Farewell to UCT's own Peter Pan

11 August 2003


A parting of ways: Frank Molteno shares a few words of farewell.

One the eve of his 50th birthday and after just over 30 years as student, academic and administrator at UCT, Frank Molteno - dubbed by Deputy Vice-Chancellor Professor Martin West as "a Peter Pan of UCT" for his enduring youthful looks - bade farewell to colleagues and friends as he took early retirement at the end of July.

At a special farewell occasion hosted in Molteno's honour, university officials and administrators, council members and a horde of colleagues and associates fêted the former employment equity manager. Molteno, as West pointed out at the event, first came to UCT in 1971, and over the next couple of years notched up an enviable array of academic accolades (a BSocSci with distinction in sociology, as well as first-class honours and master's degrees with distinction in the same subject).

After lecturing in sociology for nearly 20 years, Molteno was appointed as UCT's first equal opportunity manager, a selection that raised a few eyebrows. But not those of former Vice-Chancellor Dr Mamphela Ramphele, who, West recounted, remarked smartly that: "We did not hire a white male - we hired Frank Molteno."

After a short stint as human resources advisor to the Faculty of Health Sciences, Molteno recently decided to take up early retirement. Heeding the call of his faith, he will - for the next three years at least - work for the Anglican Church's HIV/AIDS programme, serving in its 23 dioceses across a number of southern African countries.

"It has been an enormous privilege and an absolute pleasure to have served UCT over these many years," said Molteno. "Yes, I have given my heart and soul to UCT, but how UCT has reciprocated.

"It has given me just so incredibly much - a community of colleagues, a family of friends and a place where I could continue learning and growing for more than 30 years."

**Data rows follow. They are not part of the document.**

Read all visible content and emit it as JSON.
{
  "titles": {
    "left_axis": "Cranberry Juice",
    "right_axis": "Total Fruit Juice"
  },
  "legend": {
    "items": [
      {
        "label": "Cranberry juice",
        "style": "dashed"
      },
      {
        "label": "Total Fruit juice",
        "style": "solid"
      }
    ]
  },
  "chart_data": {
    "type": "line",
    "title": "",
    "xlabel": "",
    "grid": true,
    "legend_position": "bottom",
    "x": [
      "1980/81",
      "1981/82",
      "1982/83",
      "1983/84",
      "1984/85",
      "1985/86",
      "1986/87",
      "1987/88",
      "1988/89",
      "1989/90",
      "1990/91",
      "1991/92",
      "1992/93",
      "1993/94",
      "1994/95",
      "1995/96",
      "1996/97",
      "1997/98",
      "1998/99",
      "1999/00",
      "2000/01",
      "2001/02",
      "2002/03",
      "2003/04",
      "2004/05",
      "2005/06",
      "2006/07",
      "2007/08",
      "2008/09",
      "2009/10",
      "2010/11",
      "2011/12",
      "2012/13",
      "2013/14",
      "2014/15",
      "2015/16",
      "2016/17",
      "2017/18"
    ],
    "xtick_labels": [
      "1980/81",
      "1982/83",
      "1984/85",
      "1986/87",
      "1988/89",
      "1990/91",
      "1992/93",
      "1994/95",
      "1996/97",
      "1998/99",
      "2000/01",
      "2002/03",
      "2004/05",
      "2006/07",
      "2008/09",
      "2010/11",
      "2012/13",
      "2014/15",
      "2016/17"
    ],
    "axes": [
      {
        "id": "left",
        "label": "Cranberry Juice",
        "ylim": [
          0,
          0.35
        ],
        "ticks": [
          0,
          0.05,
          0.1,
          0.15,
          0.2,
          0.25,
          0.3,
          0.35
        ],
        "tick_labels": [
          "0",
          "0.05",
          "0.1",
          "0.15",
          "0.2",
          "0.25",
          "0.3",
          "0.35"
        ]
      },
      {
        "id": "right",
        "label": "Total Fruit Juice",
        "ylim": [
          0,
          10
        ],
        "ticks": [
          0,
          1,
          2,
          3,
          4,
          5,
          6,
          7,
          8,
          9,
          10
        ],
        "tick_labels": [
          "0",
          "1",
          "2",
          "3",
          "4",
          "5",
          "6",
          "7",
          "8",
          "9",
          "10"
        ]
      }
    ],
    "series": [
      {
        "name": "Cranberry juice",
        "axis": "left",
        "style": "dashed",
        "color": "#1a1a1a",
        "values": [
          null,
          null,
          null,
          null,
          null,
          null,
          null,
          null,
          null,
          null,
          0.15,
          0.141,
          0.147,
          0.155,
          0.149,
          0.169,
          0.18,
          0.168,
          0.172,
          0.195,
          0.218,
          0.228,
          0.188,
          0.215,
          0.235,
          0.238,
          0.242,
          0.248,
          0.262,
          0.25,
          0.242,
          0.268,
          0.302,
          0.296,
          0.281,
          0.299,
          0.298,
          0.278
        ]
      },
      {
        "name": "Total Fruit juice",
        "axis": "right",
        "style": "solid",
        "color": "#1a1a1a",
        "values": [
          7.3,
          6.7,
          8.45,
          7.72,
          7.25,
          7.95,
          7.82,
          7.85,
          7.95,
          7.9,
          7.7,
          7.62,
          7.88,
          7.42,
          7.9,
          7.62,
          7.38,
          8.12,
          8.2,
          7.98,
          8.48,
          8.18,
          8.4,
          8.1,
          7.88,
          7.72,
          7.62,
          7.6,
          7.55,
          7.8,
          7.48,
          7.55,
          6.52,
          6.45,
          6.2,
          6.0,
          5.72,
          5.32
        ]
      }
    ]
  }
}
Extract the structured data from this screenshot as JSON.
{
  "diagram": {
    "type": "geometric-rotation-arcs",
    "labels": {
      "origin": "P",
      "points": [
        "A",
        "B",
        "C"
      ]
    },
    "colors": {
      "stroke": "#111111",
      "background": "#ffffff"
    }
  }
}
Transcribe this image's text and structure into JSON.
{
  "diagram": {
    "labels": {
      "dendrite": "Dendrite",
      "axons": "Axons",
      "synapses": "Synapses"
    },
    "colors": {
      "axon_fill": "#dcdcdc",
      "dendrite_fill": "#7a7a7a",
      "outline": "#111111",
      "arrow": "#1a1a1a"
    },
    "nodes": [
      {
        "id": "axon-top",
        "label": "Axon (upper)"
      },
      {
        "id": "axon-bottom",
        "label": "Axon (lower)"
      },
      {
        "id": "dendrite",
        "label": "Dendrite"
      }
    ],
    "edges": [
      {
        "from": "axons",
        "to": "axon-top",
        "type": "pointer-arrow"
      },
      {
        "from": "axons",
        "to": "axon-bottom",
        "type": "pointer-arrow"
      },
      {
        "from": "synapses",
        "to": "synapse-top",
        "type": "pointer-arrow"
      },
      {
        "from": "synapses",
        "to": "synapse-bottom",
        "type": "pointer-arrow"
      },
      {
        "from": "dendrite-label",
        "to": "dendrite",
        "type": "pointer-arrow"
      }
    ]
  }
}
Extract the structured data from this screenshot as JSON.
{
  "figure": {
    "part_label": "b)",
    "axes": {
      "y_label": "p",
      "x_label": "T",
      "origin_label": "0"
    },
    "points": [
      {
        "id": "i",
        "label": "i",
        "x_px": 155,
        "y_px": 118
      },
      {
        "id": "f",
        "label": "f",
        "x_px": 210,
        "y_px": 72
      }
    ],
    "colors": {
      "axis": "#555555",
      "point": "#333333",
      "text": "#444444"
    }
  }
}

Many at the university, if their praises are anything to go by, will sorely miss Molteno. "Frank is a real mensch," said the human resource information and systems manager, Miriam Hoosain, who worked with him at the Employment Equity Unit.

"I don't think I've ever had a better manager or mentor. He always has other people's best interests at heart, and I've never seen anyone who develops other people as much as he does."

Dave van Eeden, the executive director of human resources at UCT, needed only two words to describe Molteno: "Absolute integrity."